I met him for the last time at an architectural gathering — one of those evenings where the profession assembles to commemorate itself, where the speeches run long and the food arrives late and everyone is simultaneously present and somewhere else. He was in a corner, slightly apart from the crowd, with the particular stillness that I had always associated with him: not remoteness exactly, but a quality of full attention directed inward, as though the exterior world were being continuously weighed against some interior standard.
He was eighty-four years old. He moved carefully. But when he spoke — when someone approached him with a question, or when the conversation in his corner turned to something that interested him — the voice was unchanged. Precise. Unhurried. Capable of formulating in a single sentence what others would circle around for a paragraph.
I had known him, in the way that younger architects know the figures they admire, for more than twenty years. I had attended his lectures, visited his buildings, read his occasional writings. I had heard the stories that circulate about him in the profession — about his insistence on structural honesty, about his impatience with formal ornament, about the long silences he maintained in the face of questions he considered insufficiently serious. He was, by most accounts, difficult. He was also, by the same accounts, irreplaceable.

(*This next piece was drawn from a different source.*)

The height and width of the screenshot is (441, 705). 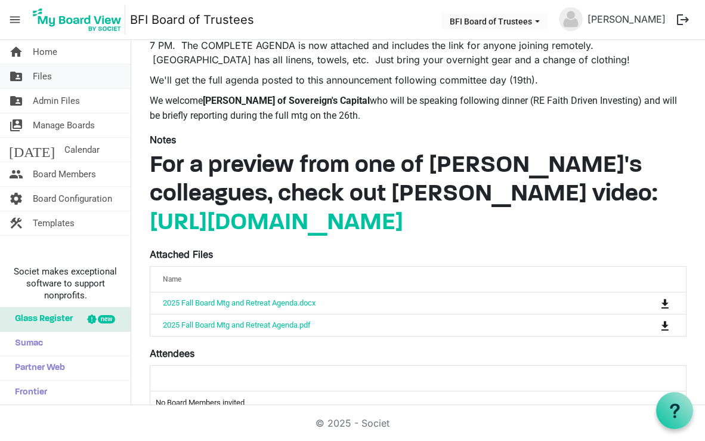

What I had not fully understood, until that last evening, was how much he had thought about failure — not his own, but the general failure of Iranian architecture to sustain the conversation it had begun so promisingly in the 1950s and 1960s. He was not bitter about this. Bitterness would have required a sense of personal injury, and he seemed genuinely indifferent to recognition. But he was troubled — quietly, persistently troubled — by what had been lost, and by the question of whether it could be recovered.
"Architecture is not a style," he said to me that evening, in the context of a longer conversation about the direction of contemporary practice. "It is a discipline. A way of thinking about space and structure and the human body moving through both. When you lose the discipline, you lose everything. Styles can be revived. Discipline, once lost, takes a generation to rebuild."
He died on the second of Esfand, 1401. He was eighty-five years old. His buildings remain. They are, I think, more patient than we are — more confident in their capacity to wait until we have eyes to see them properly.
Mr. Architect: very far now, and yet, in the buildings you left behind, very near.